MinerU2.5 was benchmarked on OmniDocBench, a popular test suite for document parsing.

It outperformed nearly all general and specialized models, including GPT-4o, Qwen2.5-VL-72B, MonkeyOCR, and dots.ocr.

Model Parameters Overall Score ↑ Formula CDM ↑ Table TEDS ↑ Reading Order ↓
GPT-4o - 75.0 79.7 67.1 0.15
Qwen2.5-VL-72B 72B 87.0 88.3 82.1 0.10
dots.ocr 3B 88.4 83.2 86.8 0.05
MinerU2.5 1.2B 90.7 88.5 88.2 0.04

These results show that MinerU2.5 achieves the highest accuracy while being lighter and faster than any comparable system.

What Makes MinerU2.5 Different

MinerU2.5 introduces several clever techniques worth highlighting:

M-RoPE and 2D-RoPE

These new positional encodings help the model understand where each token is in two dimensions. It’s like giving the model a sense of “left, right, top, and bottom” — not just sequence order.

This is especially helpful for structured layouts such as tables and formulas.

ADR — Atomic Decomposition and Recombination

Mathematical formulas are complex, often spanning multiple lines.
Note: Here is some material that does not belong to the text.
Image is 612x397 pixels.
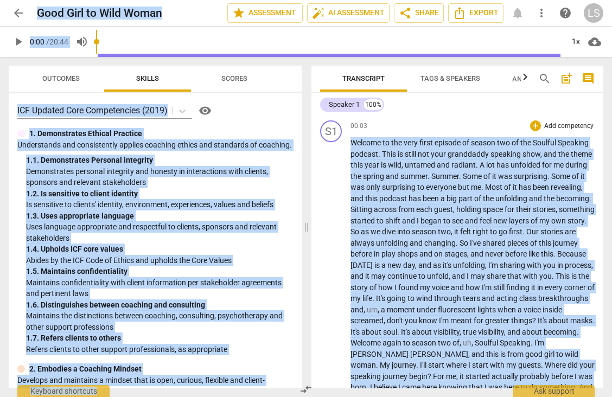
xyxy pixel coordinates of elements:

The ADR framework breaks them into smaller atomic units (simple formulas or expressions). Each is recognized separately and then recombined into LaTeX format.

This prevents errors where large multi-line equations get misread as one long formula.

OTSL — Optimized Table Structure Language

Tables are another challenge. Traditional models use HTML to represent tables, but HTML is verbose and inefficient.

MinerU2.5 uses OTSL, a compact language where a table can be represented with fewer tokens (5 instead of 28). This reduces sequence length and improves accuracy, especially for large or rotated tables.

PageIoU Metric

Instead of using normal IoU for layout detection, MinerU2.5 introduces PageIoU — a metric that measures how much of the page’s layout was correctly covered, not just box overlaps. This provides a more human-like assessment of layout quality.

Examples and Visual Results

Next, we’ll walk through some of the examples from MinerU2.5 — showing how it parses academic papers, tables, and images with precise layout detection and efficient text recognition.

Example 1: This image shows MinerU2.5 processing a scientific paper title page, demonstrating its ability to identify title, authors, affiliations, and abstract sections with precise bounding boxes.

Example 2: A visualization of MinerU2.5 analyzing a complex multi-column academic paper with mathematical formulas, showing how it correctly identifies different layout regions and maintains proper reading order.

Example 3: This example demonstrates MinerU2.5’s table recognition capabilities, showing how it accurately parses a complex data table with multiple rows and columns while preserving the structural relationships.

Example 4: An illustration of MinerU2.5 processing a document with mixed content types - text paragraphs, and figure - with color-coded bounding boxes indicating different content categories.

Example 5: This image showcases MinerU2.5’s formula recognition performance, highlighting how it identifies and converts complex mathematical expressions into LaTeX format with high precision.

Final Notes

MinerU2.5 is more than just an OCR model — it’s a complete document understanding system. By combining vision and language reasoning in a smart, efficient way, it can handle everything from textbooks and financial reports to handwritten notes and academic papers.

What makes it stand out:

  • High accuracy with fewer parameters
  • Fast and efficient two-stage design
  • Innovations like ADR, OTSL, and M-RoPE
  • Continuous improvement via data engine

It’s available open-source on GitHub and Hugging Face, making it accessible for developers and researchers who want to build document intelligence tools, RAG systems, or multimodal assistants.

MinerU2.5 reads and understands documents the way a human would — first looking at structure, then reading the details — but does it thousands of times faster.